New Orleans after Katrina

New Orleans after Katrina

Close to 49% of the New Orleans’s geographic footprint is below sea level, and large parts of the city are sinking. New Orleans averages out at 0.5 metres below sea level, with some parts reaching 5 metres below sea level; but the city has been made a viable location for settlement, industrialisation, and economic activity due to mitigating works being built on the Mississippi and Lac Pontchartrain. All of this economic and industrial activity in New Orleans and along the Gulf Coast has also meant the destruction of nearly 5,000 square kilometres of coastline in Louisiana alone in the twentieth century, including many off-shore islands, all of which used to protect New Orleans and the Mississippi delta.

Thus, when Katrina hit 6 ½ years ago, on 28 August 2005, there were few natural defences left to protect New Orleans. The man-made “improvements” to New Orleans and the surrounding area were simply insufficient to deal with a hurricane the force of Katrina, which was classified as a Class 1 or 2 storm. The result was nearly 80 per cent of the city was flooded out, as well as massive social and economic dislocation. Today, New Orleans’s population is still only 60 per cent what it was prior to Katrina.

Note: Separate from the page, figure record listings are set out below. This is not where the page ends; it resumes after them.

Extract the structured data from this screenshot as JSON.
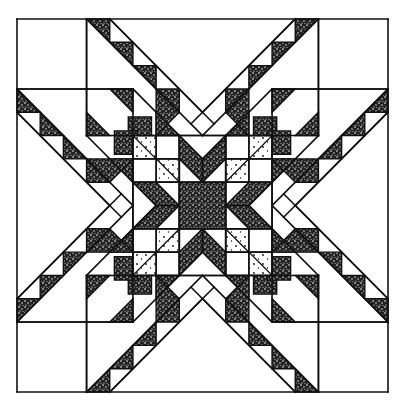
{
  "figure": {
    "frame": {
      "x": 17,
      "y": 19,
      "size_x": 371,
      "size_y": 373
    },
    "grid_units": 16,
    "colors": {
      "line": "#111111",
      "dark_fabric": "#3a3a3a",
      "light_fabric": "#ffffff"
    }
  }
}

Getting back to Blackbourn’s argument: his arguments vis-à-vis the creation of modern Prussia can be transported across and around the industrialised Western world. Montréal (the population of Montréal’s metropolitan area is nearly four times the size of that of New Orleans), is the beneficiary of similar modern landscape engineering. The city is located on an island in the middle of the Saint-Lawrence River, and in a cold, northern climate. In the nineteenth century, each spring, during the spring run-off and thawing of the river, the low-lying portions of the city, located near the river bank on the flood plain, were swamped with water.

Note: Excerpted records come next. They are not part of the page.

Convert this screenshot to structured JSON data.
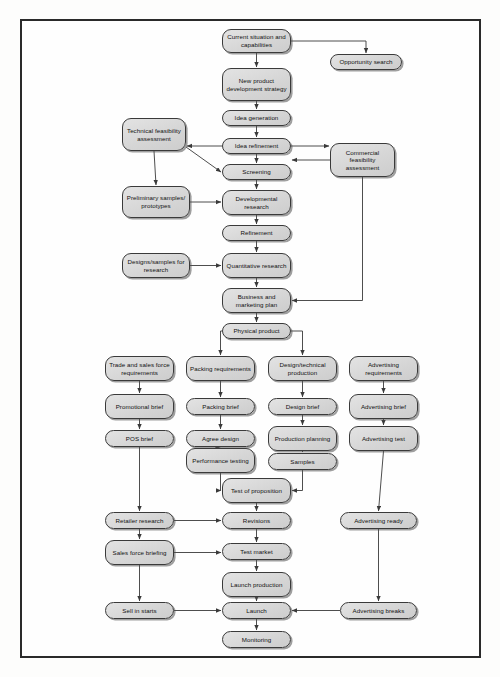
{
  "diagram": {
    "style": {
      "node_fill": "#d8d8d8",
      "node_border": "#3a3a3a",
      "frame_border": "#2a2a2a",
      "page_background": "#fdfdfc",
      "connector": "#3a3a3a"
    },
    "nodes": [
      {
        "id": "current_situation",
        "label": "Current situation and capabilities",
        "x": 222,
        "y": 29,
        "w": 69,
        "h": 24
      },
      {
        "id": "opportunity_search",
        "label": "Opportunity search",
        "x": 330,
        "y": 54,
        "w": 72,
        "h": 16
      },
      {
        "id": "npd_strategy",
        "label": "New product development strategy",
        "x": 222,
        "y": 68,
        "w": 69,
        "h": 33
      },
      {
        "id": "idea_generation",
        "label": "Idea generation",
        "x": 222,
        "y": 110,
        "w": 69,
        "h": 16
      },
      {
        "id": "technical_feas",
        "label": "Technical feasibility assessment",
        "x": 122,
        "y": 118,
        "w": 64,
        "h": 33
      },
      {
        "id": "idea_refinement",
        "label": "Idea refinement",
        "x": 222,
        "y": 138,
        "w": 69,
        "h": 16
      },
      {
        "id": "commercial_feas",
        "label": "Commercial feasibility assessment",
        "x": 330,
        "y": 143,
        "w": 65,
        "h": 34
      },
      {
        "id": "screening",
        "label": "Screening",
        "x": 222,
        "y": 164,
        "w": 69,
        "h": 16
      },
      {
        "id": "preliminary_samples",
        "label": "Preliminary samples/ prototypes",
        "x": 122,
        "y": 186,
        "w": 68,
        "h": 32
      },
      {
        "id": "developmental",
        "label": "Developmental research",
        "x": 222,
        "y": 190,
        "w": 69,
        "h": 25
      },
      {
        "id": "refinement",
        "label": "Refinement",
        "x": 222,
        "y": 225,
        "w": 69,
        "h": 16
      },
      {
        "id": "designs_samples",
        "label": "Designs/samples for research",
        "x": 122,
        "y": 253,
        "w": 68,
        "h": 25
      },
      {
        "id": "quantitative",
        "label": "Quantitative research",
        "x": 222,
        "y": 253,
        "w": 69,
        "h": 25
      },
      {
        "id": "business_plan",
        "label": "Business and marketing plan",
        "x": 222,
        "y": 288,
        "w": 69,
        "h": 25
      },
      {
        "id": "physical_product",
        "label": "Physical product",
        "x": 222,
        "y": 323,
        "w": 69,
        "h": 16
      },
      {
        "id": "trade_sales",
        "label": "Trade and sales force requirements",
        "x": 105,
        "y": 356,
        "w": 69,
        "h": 25
      },
      {
        "id": "packing_req",
        "label": "Packing requirements",
        "x": 186,
        "y": 356,
        "w": 69,
        "h": 25
      },
      {
        "id": "design_tech",
        "label": "Design/technical production",
        "x": 268,
        "y": 356,
        "w": 69,
        "h": 25
      },
      {
        "id": "advertising_req",
        "label": "Advertising requirements",
        "x": 349,
        "y": 356,
        "w": 69,
        "h": 25
      },
      {
        "id": "promotional_brief",
        "label": "Promotional brief",
        "x": 105,
        "y": 394,
        "w": 69,
        "h": 25
      },
      {
        "id": "packing_brief",
        "label": "Packing brief",
        "x": 186,
        "y": 398,
        "w": 69,
        "h": 17
      },
      {
        "id": "design_brief",
        "label": "Design brief",
        "x": 268,
        "y": 398,
        "w": 69,
        "h": 17
      },
      {
        "id": "advertising_brief",
        "label": "Advertising brief",
        "x": 349,
        "y": 394,
        "w": 69,
        "h": 25
      },
      {
        "id": "pos_brief",
        "label": "POS brief",
        "x": 105,
        "y": 430,
        "w": 69,
        "h": 17
      },
      {
        "id": "agree_design",
        "label": "Agree design",
        "x": 186,
        "y": 430,
        "w": 69,
        "h": 17
      },
      {
        "id": "production_planning",
        "label": "Production planning",
        "x": 268,
        "y": 426,
        "w": 69,
        "h": 25
      },
      {
        "id": "advertising_test",
        "label": "Advertising test",
        "x": 349,
        "y": 426,
        "w": 69,
        "h": 25
      },
      {
        "id": "performance_testing",
        "label": "Performance testing",
        "x": 186,
        "y": 448,
        "w": 69,
        "h": 25
      },
      {
        "id": "samples",
        "label": "Samples",
        "x": 268,
        "y": 453,
        "w": 69,
        "h": 17
      },
      {
        "id": "test_proposition",
        "label": "Test of proposition",
        "x": 222,
        "y": 478,
        "w": 69,
        "h": 25
      },
      {
        "id": "retailer_research",
        "label": "Retailer research",
        "x": 105,
        "y": 512,
        "w": 69,
        "h": 17
      },
      {
        "id": "revisions",
        "label": "Revisions",
        "x": 222,
        "y": 512,
        "w": 69,
        "h": 17
      },
      {
        "id": "advertising_ready",
        "label": "Advertising ready",
        "x": 340,
        "y": 512,
        "w": 77,
        "h": 17
      },
      {
        "id": "sales_force_brief",
        "label": "Sales force briefing",
        "x": 105,
        "y": 540,
        "w": 69,
        "h": 25
      },
      {
        "id": "test_market",
        "label": "Test market",
        "x": 222,
        "y": 543,
        "w": 69,
        "h": 17
      },
      {
        "id": "launch_production",
        "label": "Launch production",
        "x": 222,
        "y": 572,
        "w": 69,
        "h": 25
      },
      {
        "id": "sell_in_starts",
        "label": "Sell in starts",
        "x": 105,
        "y": 602,
        "w": 69,
        "h": 17
      },
      {
        "id": "launch",
        "label": "Launch",
        "x": 222,
        "y": 602,
        "w": 69,
        "h": 17
      },
      {
        "id": "advertising_breaks",
        "label": "Advertising breaks",
        "x": 340,
        "y": 602,
        "w": 77,
        "h": 17
      },
      {
        "id": "monitoring",
        "label": "Monitoring",
        "x": 222,
        "y": 631,
        "w": 69,
        "h": 17
      }
    ],
    "edges": [
      {
        "from": "current_situation",
        "to": "opportunity_search",
        "kind": "elbow-right-down"
      },
      {
        "from": "current_situation",
        "to": "npd_strategy",
        "kind": "down"
      },
      {
        "from": "npd_strategy",
        "to": "idea_generation",
        "kind": "down"
      },
      {
        "from": "idea_generation",
        "to": "idea_refinement",
        "kind": "down"
      },
      {
        "from": "idea_refinement",
        "to": "technical_feas",
        "kind": "left"
      },
      {
        "from": "idea_refinement",
        "to": "commercial_feas",
        "kind": "right"
      },
      {
        "from": "idea_refinement",
        "to": "screening",
        "kind": "down"
      },
      {
        "from": "technical_feas",
        "to": "screening",
        "kind": "diagonal"
      },
      {
        "from": "commercial_feas",
        "to": "screening",
        "kind": "left"
      },
      {
        "from": "technical_feas",
        "to": "preliminary_samples",
        "kind": "down"
      },
      {
        "from": "screening",
        "to": "developmental",
        "kind": "down"
      },
      {
        "from": "preliminary_samples",
        "to": "developmental",
        "kind": "right"
      },
      {
        "from": "developmental",
        "to": "refinement",
        "kind": "down"
      },
      {
        "from": "refinement",
        "to": "quantitative",
        "kind": "down"
      },
      {
        "from": "designs_samples",
        "to": "quantitative",
        "kind": "right"
      },
      {
        "from": "quantitative",
        "to": "business_plan",
        "kind": "down"
      },
      {
        "from": "commercial_feas",
        "to": "business_plan",
        "kind": "elbow-down-left"
      },
      {
        "from": "business_plan",
        "to": "physical_product",
        "kind": "down"
      },
      {
        "from": "physical_product",
        "to": "packing_req",
        "kind": "elbow-left-down"
      },
      {
        "from": "physical_product",
        "to": "design_tech",
        "kind": "elbow-right-down"
      },
      {
        "from": "trade_sales",
        "to": "promotional_brief",
        "kind": "down"
      },
      {
        "from": "promotional_brief",
        "to": "pos_brief",
        "kind": "down"
      },
      {
        "from": "pos_brief",
        "to": "retailer_research",
        "kind": "down"
      },
      {
        "from": "packing_req",
        "to": "packing_brief",
        "kind": "down"
      },
      {
        "from": "packing_brief",
        "to": "agree_design",
        "kind": "down"
      },
      {
        "from": "agree_design",
        "to": "performance_testing",
        "kind": "down"
      },
      {
        "from": "performance_testing",
        "to": "test_proposition",
        "kind": "elbow-down-right"
      },
      {
        "from": "design_tech",
        "to": "design_brief",
        "kind": "down"
      },
      {
        "from": "design_brief",
        "to": "production_planning",
        "kind": "down"
      },
      {
        "from": "production_planning",
        "to": "samples",
        "kind": "down"
      },
      {
        "from": "samples",
        "to": "test_proposition",
        "kind": "elbow-down-left"
      },
      {
        "from": "advertising_req",
        "to": "advertising_brief",
        "kind": "down"
      },
      {
        "from": "advertising_brief",
        "to": "advertising_test",
        "kind": "down"
      },
      {
        "from": "advertising_test",
        "to": "advertising_ready",
        "kind": "down"
      },
      {
        "from": "advertising_ready",
        "to": "advertising_breaks",
        "kind": "down"
      },
      {
        "from": "test_proposition",
        "to": "revisions",
        "kind": "down"
      },
      {
        "from": "retailer_research",
        "to": "revisions",
        "kind": "right"
      },
      {
        "from": "revisions",
        "to": "test_market",
        "kind": "down"
      },
      {
        "from": "sales_force_brief",
        "to": "test_market",
        "kind": "right"
      },
      {
        "from": "retailer_research",
        "to": "sales_force_brief",
        "kind": "down"
      },
      {
        "from": "sales_force_brief",
        "to": "sell_in_starts",
        "kind": "down"
      },
      {
        "from": "test_market",
        "to": "launch_production",
        "kind": "down"
      },
      {
        "from": "launch_production",
        "to": "launch",
        "kind": "down"
      },
      {
        "from": "sell_in_starts",
        "to": "launch",
        "kind": "right"
      },
      {
        "from": "advertising_breaks",
        "to": "launch",
        "kind": "left"
      },
      {
        "from": "launch",
        "to": "monitoring",
        "kind": "down"
      }
    ]
  }
}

1886 Flood, Chaboillez Square, Griffintown, Montréal

In 1886, flood waters were over 3 metres deep. The flood led to mitigating works being constructed along the river, the bank was re-landscaped and engineered, dyking was constructed, and so on, all in order to prevent further flooding. This allowed Montréal’s industrial development to continue throughout the late nineteenth and early twentieth century . This allowed it go through an unprecedented growth cycle that only ended with the Depression of the 1930s, and enabled Montréal to solidify its position as Canada’s metropole (a role it has since lost to Toronto).

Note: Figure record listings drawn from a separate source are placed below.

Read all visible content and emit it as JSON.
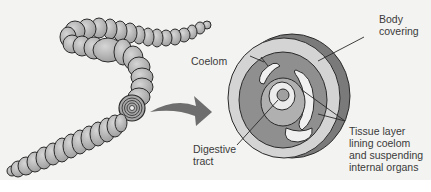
{
  "diagram": {
    "labels": {
      "coelom": "Coelom",
      "body_covering": "Body\ncovering",
      "digestive_tract": "Digestive\ntract",
      "tissue_layer": "Tissue layer\nlining coelom\nand suspending\ninternal organs"
    },
    "colors": {
      "background": "#f3f3f1",
      "worm_fill": "#b8b8b8",
      "worm_stroke": "#2a2a2a",
      "outer_ring": "#d4d4d4",
      "muscle_ring": "#8f8f8f",
      "coelom_space": "#f0f0f0",
      "arrow": "#6e6e6e",
      "text": "#3a3a3a"
    }
  }
}
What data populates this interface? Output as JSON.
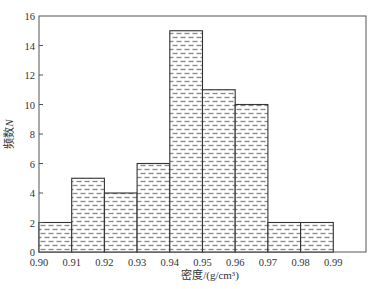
{
  "chart_data": {
    "type": "bar",
    "subtype": "histogram",
    "title": "",
    "xlabel": "密度/(g/cm³)",
    "ylabel": "频数N",
    "ylabel_prefix": "频数",
    "ylabel_var": "N",
    "bin_edges": [
      0.9,
      0.91,
      0.92,
      0.93,
      0.94,
      0.95,
      0.96,
      0.97,
      0.98,
      0.99
    ],
    "categories": [
      "0.90-0.91",
      "0.91-0.92",
      "0.92-0.93",
      "0.93-0.94",
      "0.94-0.95",
      "0.95-0.96",
      "0.96-0.97",
      "0.97-0.98",
      "0.98-0.99"
    ],
    "values": [
      2,
      5,
      4,
      6,
      15,
      11,
      10,
      2,
      2
    ],
    "xlim": [
      0.9,
      1.0
    ],
    "ylim": [
      0,
      16
    ],
    "x_tick_labels": [
      "0.90",
      "0.91",
      "0.92",
      "0.93",
      "0.94",
      "0.95",
      "0.96",
      "0.97",
      "0.98",
      "0.99"
    ],
    "y_tick_labels": [
      "0",
      "2",
      "4",
      "6",
      "8",
      "10",
      "12",
      "14",
      "16"
    ],
    "y_ticks": [
      0,
      2,
      4,
      6,
      8,
      10,
      12,
      14,
      16
    ],
    "grid": false,
    "legend": null,
    "fill": "horizontal-dash hatch",
    "colors": {
      "bar_edge": "#333333",
      "hatch": "#8a8a8a",
      "axis": "#555555",
      "background": "#ffffff"
    }
  }
}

This re-shaping of the environment, however, is not limited to the West. More recently, the insta-city of Dubai in the United Arab Emirates has followed suit.  Dubai itself is a manufactured landscape, as all cities are to a degree, but in the case of Dubai, the landscape has been purposely re-appropriated for the construction of the city.  A more specific example can be seen in the city’s golf courses, for example, the Tiger Woods Dubai golf resort and residences. Golf courses are, in fact, a perfect example of the re-engineering of the landscape, as grass and various other features such as sand traps and water hazards – to say nothing of surrounding vegetation – are imported and planted into foreign

The construction and maintenance (such as irrigation and pesticides) of Dubai’s golf courses, situated as they are in the desert, present us with a massive redevelopment of the landscape, the environmental consequences of which appear to be lost on Woods and his partners in the project. Dubai City itself is an example of environmental re-landscaping for human needs and settlement. Without the sorts of technologies created by the Dutch and the Prussians (to say nothing of the English, Americans, and Canadians), Dubai itself would not exist in its present, insta-city form.